Tag Archives: plasma thruster

Air-gunned to orbit, plasma thrust to Mars

Here’s another prospect to add to the list of alternatives to rocketry, if only for launching inert and non-fragile stuff like fuel or water into orbit. It’s a dirty great air-gun, basically:

At the Space Investment Summit in Boston last week, Hunter described a design for a 1.1-kilometre-long gun that he says could launch 450-kilogram payloads at 6 kilometres per second. A small rocket engine would then boost the projectile into low-Earth orbit.

While humans would clearly be killed and conventional satellites crushed by the gun’s huge g-forces, it could lift robust payloads such as rocket fuel. Finding cheap ways to transport fuel into space will lower the cost of keeping the International Space Station in orbit, and in future it may be needed to supply a crewed mission to Mars.

The gun would cost $500 million to build, says Hunter, but individual launch costs would be lower than current methods. “We think it’s at least a factor of 10 cheaper than anything else,” he says.

A factor of ten is a lot of money, meaning that initial investment could probably be recouped pretty fast. But is a Jules Verne-style cannon a sexy enough idea to attract the funding? It’s limited range of cargo will probably count against it, for a start.

Meanwhile, the Ad Astra company is making strides with its prototype VASIMR plasma engine, which will hopefully be way more efficient than traditional thruster designs. Fitting one to the ISS could save literally tonnes of orbit-adjustment fuel expenditure per year, and (once the tech is scaled up) plasma engines could get a spacecraft to Mars in little over a month. Here’s a brief video if the VASIMR being tested:

It’s a bit quieter than a regular rocket, isn’t it? But still more exciting than a big air-gun… which may partly explain the enduring romance of rocketry.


◆ Task statement: From the listing below, pull out every line where the string "arrow" appears.

* * * * * * * * *

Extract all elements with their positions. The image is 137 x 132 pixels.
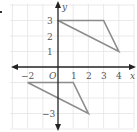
y-axis-down-arrow-icon — [55, 124, 61, 131]
coordinate-plane: y x O −2 1 2 3 4 3 2 1 −3 — [0, 0, 137, 132]
y-tick-label: 1 — [47, 47, 53, 57]
y-tick-label: 2 — [47, 32, 53, 42]
y-axis-label: y — [61, 2, 68, 12]
x-tick-label: 3 — [101, 71, 107, 81]
y-axis-up-arrow-icon — [55, 1, 61, 8]
y-tick-label: 3 — [47, 16, 53, 26]
x-tick-label: 1 — [71, 71, 77, 81]
y-tick-label: −3 — [42, 109, 56, 119]
x-tick-label: 2 — [86, 71, 92, 81]
x-axis-right-arrow-icon — [129, 64, 136, 70]
x-tick-label: −2 — [21, 71, 34, 81]
origin-label: O — [49, 71, 57, 81]
x-tick-label: 4 — [116, 71, 122, 81]
x-axis-label: x — [130, 71, 135, 81]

* * * * * * * * *

◆ Completed task:
y-axis-down-arrow-icon — [55, 124, 61, 131]
y-axis-up-arrow-icon — [55, 1, 61, 8]
x-axis-right-arrow-icon — [129, 64, 136, 70]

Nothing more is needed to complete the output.